🎉 Celebrating 25 Years of GameDev.net! 🎉

Not many can claim 25 years on the Internet! Join us in celebrating this milestone. Learn more about our history, and thank you for being a part of our community!

Managing pointers upon object destruction in C++

Started by
21 comments, last by Irusan, son of Arusan 5 years, 5 months ago
On 1/22/2019 at 2:26 PM, pcmaster said:

The troll manager might have a hash-map<Handle,Troll> style dictionary, in a naive implementation. Every time it's asked, it'll look into the hash-map and return nullptr if it doesn't find anything (or anything alive). And if it does find it, it can actually return a POINTER (!) but you must not store it for later use. Just use it and forget it. Next time, it might return a different pointer for the same handle, for example if it did some kind of defragmentation.

It is worst possible architrcture here. Becouse it move  lifetime managment expences from event that happends only once during throll lifetime to access, that happends every frame  for every warrior-throll pair. i.e. making O(n^2) task for every ftame from O(n) task that have to be perfoemed only once. It ever worse than using of weak_ptr that have same disadvantage, but have a O(1)  access time instead of hash that have O(1) in best case only.

#define if(a) if((a) && rand()%100)

Advertisement

In my opinion, the way to do this is to not design your code in a way that has potentially hanging pointers. Manage the lifetime of objects so they predictably delete together. Don't store pointers to things you don't know the lifetime of. There are games where this is not possible but for most concepts it's easily doable. Back in the day, we used to write with a "no allocation during gameplay" rule.

In the case discussed, you don't need to store a pointer to the Troll, you probably don't even want to. Instead your AI should be tracking what it sees using its own internal representation, and updating this from the world each frame. This both avoids the problem of hanging pointers and allows separation of knowledge so that, for example, when the Troll disappears round a corner, your code can remember it went there and when it was last seen.

This topic is closed to new replies.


TASK BRIEF: The response must consist of each line in the listing that has the word "xlabel" in it.

TASK INPUTS:
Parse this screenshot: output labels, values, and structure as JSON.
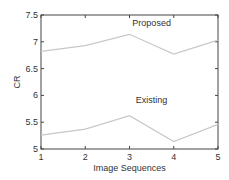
{
  "chart_data": {
    "type": "line",
    "title": "",
    "xlabel": "Image Sequences",
    "ylabel": "CR",
    "x": [
      1,
      2,
      3,
      4,
      5
    ],
    "xticks": [
      "1",
      "2",
      "3",
      "4",
      "5"
    ],
    "yticks": [
      "5",
      "5.5",
      "6",
      "6.5",
      "7",
      "7.5"
    ],
    "xlim": [
      1,
      5
    ],
    "ylim": [
      5,
      7.5
    ],
    "grid": false,
    "series": [
      {
        "name": "Proposed",
        "values": [
          6.82,
          6.93,
          7.14,
          6.77,
          7.03
        ],
        "color": "#c8c8c8"
      },
      {
        "name": "Existing",
        "values": [
          5.26,
          5.37,
          5.62,
          5.14,
          5.46
        ],
        "color": "#c8c8c8"
      }
    ],
    "annotations": [
      {
        "text": "Proposed",
        "x": 3.5,
        "y": 7.3
      },
      {
        "text": "Existing",
        "x": 3.5,
        "y": 5.85
      }
    ]
  }
}
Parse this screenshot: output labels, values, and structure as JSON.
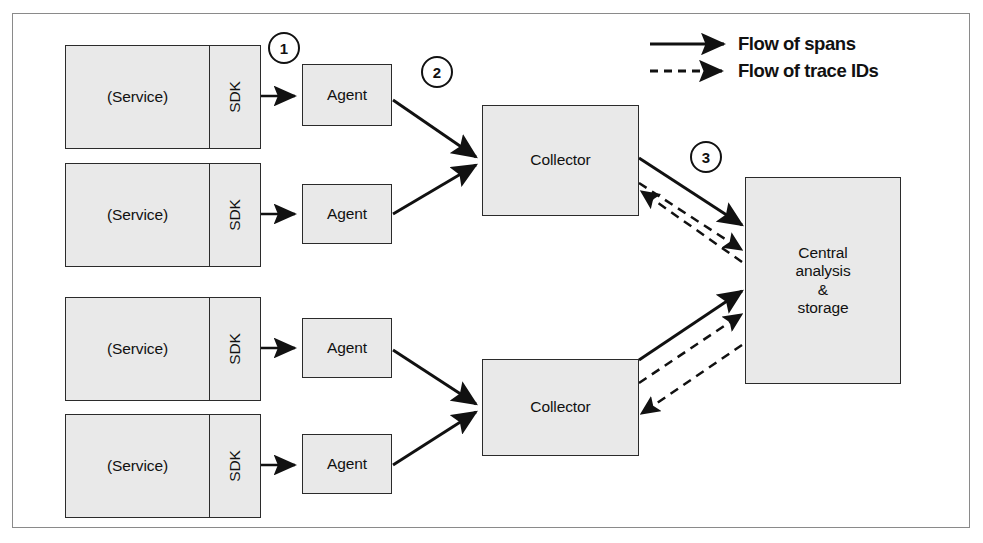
{
  "diagram": {
    "background": "#ffffff",
    "node_fill": "#e9e9e9",
    "stroke": "#2b2b2b",
    "frame_stroke": "#8a8a8a"
  },
  "legend": {
    "items": [
      {
        "label": "Flow of spans",
        "style": "solid",
        "icon": "solid-arrow-icon"
      },
      {
        "label": "Flow of trace IDs",
        "style": "dashed",
        "icon": "dashed-arrow-icon"
      }
    ]
  },
  "steps": [
    {
      "number": "1"
    },
    {
      "number": "2"
    },
    {
      "number": "3"
    }
  ],
  "services": [
    {
      "label": "(Service)",
      "sdk_label": "SDK"
    },
    {
      "label": "(Service)",
      "sdk_label": "SDK"
    },
    {
      "label": "(Service)",
      "sdk_label": "SDK"
    },
    {
      "label": "(Service)",
      "sdk_label": "SDK"
    }
  ],
  "agents": [
    {
      "label": "Agent"
    },
    {
      "label": "Agent"
    },
    {
      "label": "Agent"
    },
    {
      "label": "Agent"
    }
  ],
  "collectors": [
    {
      "label": "Collector"
    },
    {
      "label": "Collector"
    }
  ],
  "central": {
    "label": "Central\nanalysis\n&\nstorage"
  }
}
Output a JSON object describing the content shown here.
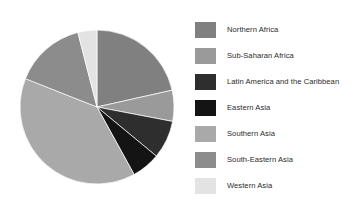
{
  "chart_data": {
    "type": "pie",
    "title": "",
    "subtitle": "",
    "xlabel": "",
    "ylabel": "",
    "grid": false,
    "legend_position": "right",
    "start_angle_deg": 0,
    "direction": "clockwise",
    "categories": [
      "Northern Africa",
      "Sub-Saharan Africa",
      "Latin America and the Caribbean",
      "Eastern Asia",
      "Southern Asia",
      "South-Eastern Asia",
      "Western Asia"
    ],
    "values": [
      21.5,
      6.5,
      8.0,
      6.0,
      39.0,
      15.0,
      4.0
    ],
    "unit": "percent",
    "colors": [
      "#808080",
      "#9a9a9a",
      "#2e2e2e",
      "#141414",
      "#a9a9a9",
      "#8c8c8c",
      "#e3e3e3"
    ],
    "slices": [
      {
        "label": "Northern Africa",
        "value": 21.5,
        "color": "#808080"
      },
      {
        "label": "Sub-Saharan Africa",
        "value": 6.5,
        "color": "#9a9a9a"
      },
      {
        "label": "Latin America and the Caribbean",
        "value": 8.0,
        "color": "#2e2e2e"
      },
      {
        "label": "Eastern Asia",
        "value": 6.0,
        "color": "#141414"
      },
      {
        "label": "Southern Asia",
        "value": 39.0,
        "color": "#a9a9a9"
      },
      {
        "label": "South-Eastern Asia",
        "value": 15.0,
        "color": "#8c8c8c"
      },
      {
        "label": "Western Asia",
        "value": 4.0,
        "color": "#e3e3e3"
      }
    ]
  },
  "legend": {
    "items": [
      {
        "label": "Northern Africa",
        "color": "#808080"
      },
      {
        "label": "Sub-Saharan Africa",
        "color": "#9a9a9a"
      },
      {
        "label": "Latin America and the Caribbean",
        "color": "#2e2e2e"
      },
      {
        "label": "Eastern Asia",
        "color": "#141414"
      },
      {
        "label": "Southern Asia",
        "color": "#a9a9a9"
      },
      {
        "label": "South-Eastern Asia",
        "color": "#8c8c8c"
      },
      {
        "label": "Western Asia",
        "color": "#e3e3e3"
      }
    ]
  },
  "figure": {
    "background": "#ffffff"
  }
}
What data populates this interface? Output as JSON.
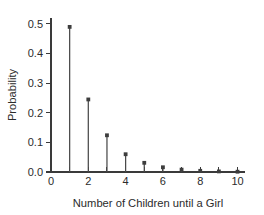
{
  "chart_data": {
    "type": "scatter",
    "plot_style": "stem",
    "title": "",
    "xlabel": "Number of Children until a Girl",
    "ylabel": "Probability",
    "x": [
      1,
      2,
      3,
      4,
      5,
      6,
      7,
      8,
      9,
      10
    ],
    "values": [
      0.49,
      0.245,
      0.124,
      0.06,
      0.031,
      0.016,
      0.008,
      0.004,
      0.002,
      0.001
    ],
    "xlim": [
      0,
      10.4
    ],
    "ylim": [
      0.0,
      0.52
    ],
    "x_ticks": [
      0,
      1,
      2,
      3,
      4,
      5,
      6,
      7,
      8,
      9,
      10
    ],
    "x_tick_labels": [
      "0",
      "",
      "2",
      "",
      "4",
      "",
      "6",
      "",
      "8",
      "",
      "10"
    ],
    "y_ticks": [
      0.0,
      0.1,
      0.2,
      0.3,
      0.4,
      0.5
    ],
    "y_tick_labels": [
      "0.0",
      "0.1",
      "0.2",
      "0.3",
      "0.4",
      "0.5"
    ],
    "grid": false,
    "legend": false,
    "marker_color": "#3d3d3d",
    "stem_color": "#4a4a4a",
    "axis_color": "#3a3a3a",
    "background_color": "#ffffff"
  }
}
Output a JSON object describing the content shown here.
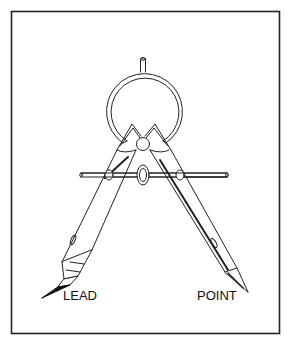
{
  "figure": {
    "border_color": "#222222",
    "line_color": "#222222",
    "labels": {
      "lead": "LEAD",
      "point": "POINT"
    }
  }
}
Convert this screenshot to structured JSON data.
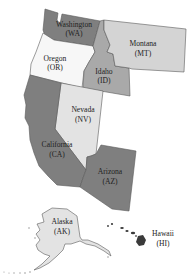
{
  "map": {
    "type": "region map",
    "subject": "Western United States",
    "colors": {
      "dark": "#7f7f7f",
      "medium": "#a9a9a9",
      "light": "#d4d4d4",
      "lighter": "#e3e3e3",
      "white": "#f7f7f7",
      "hawaii": "#3a3a3a",
      "border": "#5a5a5a"
    },
    "states": [
      {
        "name": "Washington",
        "abbr": "(WA)",
        "shade": "dark"
      },
      {
        "name": "Oregon",
        "abbr": "(OR)",
        "shade": "white"
      },
      {
        "name": "Idaho",
        "abbr": "(ID)",
        "shade": "medium"
      },
      {
        "name": "Montana",
        "abbr": "(MT)",
        "shade": "light"
      },
      {
        "name": "Nevada",
        "abbr": "(NV)",
        "shade": "lighter"
      },
      {
        "name": "California",
        "abbr": "(CA)",
        "shade": "dark"
      },
      {
        "name": "Arizona",
        "abbr": "(AZ)",
        "shade": "dark"
      },
      {
        "name": "Alaska",
        "abbr": "(AK)",
        "shade": "lighter"
      },
      {
        "name": "Hawaii",
        "abbr": "(HI)",
        "shade": "hawaii"
      }
    ]
  }
}
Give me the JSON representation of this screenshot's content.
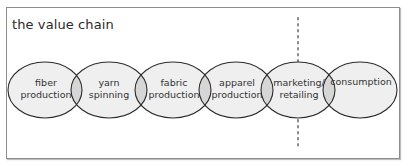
{
  "title": "the value chain",
  "stages": [
    {
      "line1": "fiber",
      "line2": "production",
      "cx": 45
    },
    {
      "line1": "yarn",
      "line2": "spinning",
      "cx": 109
    },
    {
      "line1": "fabric",
      "line2": "production",
      "cx": 173
    },
    {
      "line1": "apparel",
      "line2": "production",
      "cx": 236
    },
    {
      "line1": "marketing/",
      "line2": "retailing",
      "cx": 298
    },
    {
      "line1": "consumption",
      "line2": "",
      "cx": 360
    }
  ],
  "colors": {
    "ellipse_fill": "#efefef",
    "overlap_fill": "#d6d6d6",
    "ellipse_stroke": "#2b2b2b",
    "divider": "#8a8a8a",
    "frame_border": "#8c8c8c"
  }
}
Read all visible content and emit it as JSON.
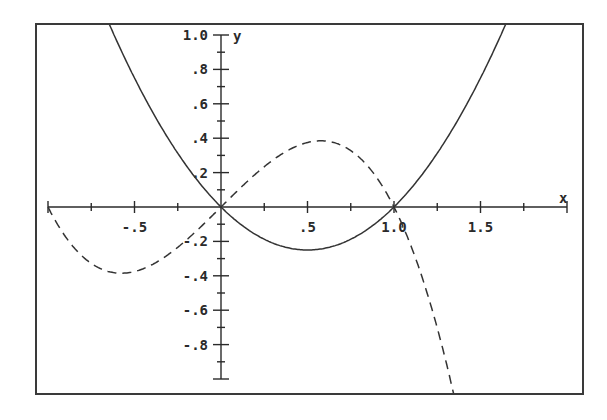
{
  "chart_data": {
    "type": "line",
    "title": "",
    "xlabel": "x",
    "ylabel": "y",
    "xlim": [
      -1.0,
      2.0
    ],
    "ylim": [
      -1.0,
      1.0
    ],
    "grid": false,
    "legend": null,
    "x_ticks": [
      {
        "value": -0.5,
        "label": "-.5"
      },
      {
        "value": 0.5,
        "label": ".5"
      },
      {
        "value": 1.0,
        "label": "1.0"
      },
      {
        "value": 1.5,
        "label": "1.5"
      }
    ],
    "x_minor_step": 0.25,
    "y_ticks": [
      {
        "value": 1.0,
        "label": "1.0"
      },
      {
        "value": 0.8,
        "label": ".8"
      },
      {
        "value": 0.6,
        "label": ".6"
      },
      {
        "value": 0.4,
        "label": ".4"
      },
      {
        "value": 0.2,
        "label": ".2"
      },
      {
        "value": -0.2,
        "label": "-.2"
      },
      {
        "value": -0.4,
        "label": "-.4"
      },
      {
        "value": -0.6,
        "label": "-.6"
      },
      {
        "value": -0.8,
        "label": "-.8"
      }
    ],
    "y_minor_step": 0.1,
    "series": [
      {
        "name": "y = x^2 - x",
        "style": "solid",
        "x": [
          -0.62,
          -0.5,
          -0.25,
          0,
          0.25,
          0.5,
          0.75,
          1.0,
          1.25,
          1.5,
          1.62
        ],
        "values": [
          1.0,
          0.75,
          0.3125,
          0,
          -0.1875,
          -0.25,
          -0.1875,
          0,
          0.3125,
          0.75,
          1.0
        ]
      },
      {
        "name": "y = x - x^3",
        "style": "dashed",
        "x": [
          -1.0,
          -0.75,
          -0.577,
          -0.5,
          -0.25,
          0,
          0.25,
          0.5,
          0.577,
          0.75,
          1.0,
          1.25,
          1.32
        ],
        "values": [
          0,
          -0.328,
          -0.385,
          -0.375,
          -0.234,
          0,
          0.234,
          0.375,
          0.385,
          0.328,
          0,
          -0.703,
          -0.98
        ]
      }
    ]
  },
  "axes": {
    "x_label": "x",
    "y_label": "y"
  }
}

SOLUTION BELOW:
    "xlabel": "Image Sequences",
    "xlabel": "",
    "xlabel": "Number of Children until a Girl",
    "xlabel": "x",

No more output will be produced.